| Season | Team | League | GP | G | A | Pts | PPG | NCAAe-PPG | Age-Adj | D3e-PPG | Age-Adj |
|---|---|---|---|---|---|---|---|---|---|---|---|
| 2014-15 | Waterloo Black Hawks | USHL | 47 | 7 | 9 | 16 | 0.340 | 0.2092 | 0.2191 | 1.0029 | 1.0504 |
| 2015-16 | Muskegon Lumberjacks | USHL | 56 | 46 | 43 | 89 | 1.589 | 0.9769 | 0.9778 | 4.6824 | 4.6869 |
| Season | School | Div | Conference | Year | GP | G | A | Pts | PPG |
|---|---|---|---|---|---|---|---|---|---|
| 2018-19 | Minnesota | D1 | BigTen | JR | 38 | 21 | 24 | 45 | 1.184 |
| 2017-18 | Minnesota | D1 | BigTen | SO | 38 | 12 | 19 | 31 | 0.816 |
| 2016-17 | Minnesota | D1 | BigTen | FR | 36 | 14 | 18 | 32 | 0.889 |
How to read this: NCAAe and D3e factors convert a player's junior PPG into expected NCAA scoring at the D1 or D3 level.

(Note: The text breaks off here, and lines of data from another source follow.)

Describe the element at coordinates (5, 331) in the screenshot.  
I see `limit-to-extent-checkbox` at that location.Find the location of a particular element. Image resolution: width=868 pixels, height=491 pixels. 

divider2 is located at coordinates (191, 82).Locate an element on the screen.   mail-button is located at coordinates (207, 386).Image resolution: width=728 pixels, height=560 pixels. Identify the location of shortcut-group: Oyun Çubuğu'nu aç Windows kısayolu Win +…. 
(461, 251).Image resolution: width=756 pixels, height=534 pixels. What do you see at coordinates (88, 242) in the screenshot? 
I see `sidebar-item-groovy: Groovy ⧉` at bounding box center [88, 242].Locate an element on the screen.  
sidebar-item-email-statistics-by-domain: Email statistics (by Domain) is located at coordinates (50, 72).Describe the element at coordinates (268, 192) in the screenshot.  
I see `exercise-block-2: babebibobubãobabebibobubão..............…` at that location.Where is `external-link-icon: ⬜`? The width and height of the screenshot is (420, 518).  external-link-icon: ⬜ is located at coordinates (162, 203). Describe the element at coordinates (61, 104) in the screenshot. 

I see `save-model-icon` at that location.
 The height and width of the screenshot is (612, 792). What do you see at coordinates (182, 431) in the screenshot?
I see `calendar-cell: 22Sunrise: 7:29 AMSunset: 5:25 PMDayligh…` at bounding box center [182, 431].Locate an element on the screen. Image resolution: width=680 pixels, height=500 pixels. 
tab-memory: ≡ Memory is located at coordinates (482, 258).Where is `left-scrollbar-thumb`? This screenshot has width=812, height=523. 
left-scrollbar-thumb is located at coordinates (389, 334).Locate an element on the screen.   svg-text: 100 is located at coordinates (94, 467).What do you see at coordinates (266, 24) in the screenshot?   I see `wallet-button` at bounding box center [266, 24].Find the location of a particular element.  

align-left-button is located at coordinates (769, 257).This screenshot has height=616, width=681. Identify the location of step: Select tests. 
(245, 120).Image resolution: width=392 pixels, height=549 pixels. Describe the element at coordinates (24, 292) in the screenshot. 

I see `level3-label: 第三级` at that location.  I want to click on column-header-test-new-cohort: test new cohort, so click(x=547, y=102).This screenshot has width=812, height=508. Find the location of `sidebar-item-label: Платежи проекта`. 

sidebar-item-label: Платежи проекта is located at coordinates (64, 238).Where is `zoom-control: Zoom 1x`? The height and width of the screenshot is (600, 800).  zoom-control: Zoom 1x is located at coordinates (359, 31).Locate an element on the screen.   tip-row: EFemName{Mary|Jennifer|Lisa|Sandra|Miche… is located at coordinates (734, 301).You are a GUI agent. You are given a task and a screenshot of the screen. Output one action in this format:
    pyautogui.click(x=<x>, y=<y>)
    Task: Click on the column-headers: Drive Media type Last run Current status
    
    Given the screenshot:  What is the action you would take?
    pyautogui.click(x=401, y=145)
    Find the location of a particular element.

Harder conferences → lower projected PPG for the same player. A strong junior player (e.g. USHL 0.90 PPG) will project much higher in NESCAC than Big Ten because the D3 scoring environment is lower-difficulty.
Strength factor: conferences above 1.0 are harder than average; below 1.0 are easier. The formula is: Base NCAAe PPG ÷ Conference Strength = Projected PPG.